William Bradford (1624–1703), [9] son of Governor William Bradford of the Mayflower and military commander of the Plymouth forces during King Philip's War [citation needed] William Bradford (1729–1808), American physician, lawyer, and U.S. Senator from Rhode Island [10] William Bradford (1823–1892), [11] American painter, photographer ...
Mayflower passengers from William Bradford's Of Plymouth Plantation, 1650. Bradford, William (1856). Charles Deane (ed.). History of Plymouth Plantation by William Bradford, the second Governor of Plymouth. Boston: Little, Brown. Bunker, Nick (2010). Making Haste from Babylon: The Mayflower Pilgrims and their New World, a History. New York: Knopf.
William Bradford's marriage to Alice Carpenter on August 14, 1623 is known to be the fourth. [2] The first was that of Edward Winslow and Susannah White in 1621. Francis Eaton's marriage to his second wife Dorothy, maidservant to the Carvers, was possibly the second.
Coat of Arms of William Bradford. Major Bradford was the son of Governor William Bradford and his second wife, Alice Carpenter Southworth. Born four years after the Pilgrims arrival in 1620, William was his father's second child, but the first born in the new world. His older half-brother John Bradford had been left behind in Leiden, Netherlands.
She was the widow of Edward Southworth, who died 1621/22, and her future husband was William Bradford. She married Governor William Bradford in Plymouth on August 14, 1623, a few weeks after arriving on the ship Anne. He sister Julian was on the accompanying ship Little James with husband George Morton and her children. In the 1623 Land ...

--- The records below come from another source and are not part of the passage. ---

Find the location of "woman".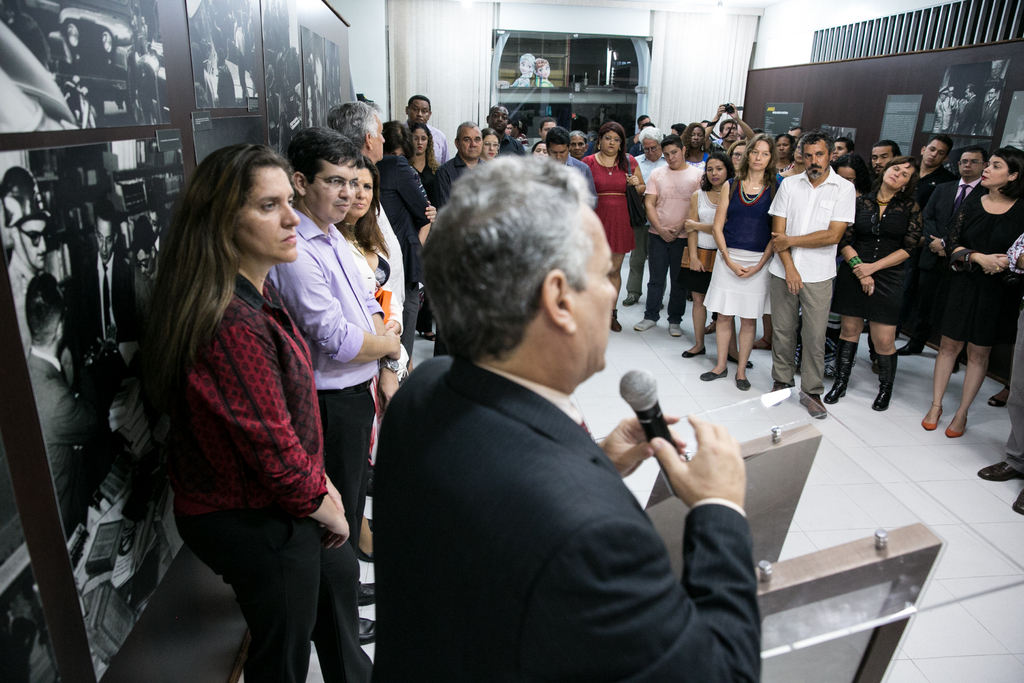
Location: bbox=[532, 142, 547, 157].
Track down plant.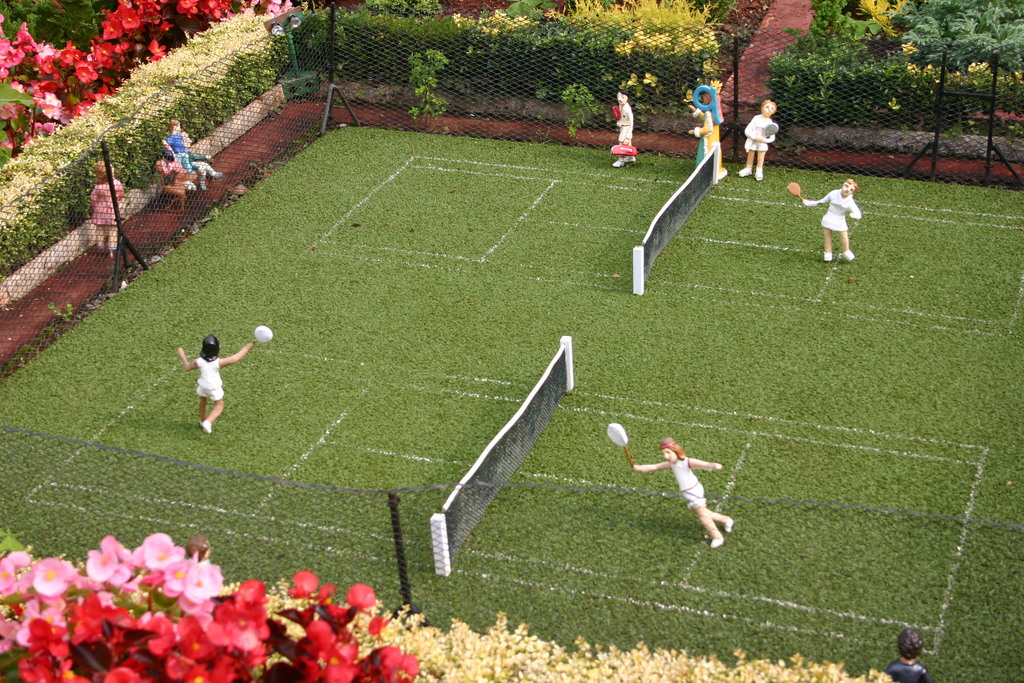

On November 23, 1836, Whitney married Laurinda Collins (1810–1908) in Somers, Connecticut. [1] Laurinda, a daughter of William Collins and Eunice (née) Collins, was a descendant of William Bradford, the Governor of Plymouth Colony.
William Bradford, in his memoirs, listed the Tilley family on the Mayflower as: "John Tillie, and his wife; and Elizabeth, their daughter." [1] Elizabeth would have been about 13 years old during the journey. "The Landing of the Pilgrims" (1877) by Henry A. Bacon. This painting is in the Pilgrim Hall Museum, Plymouth, Massachusetts.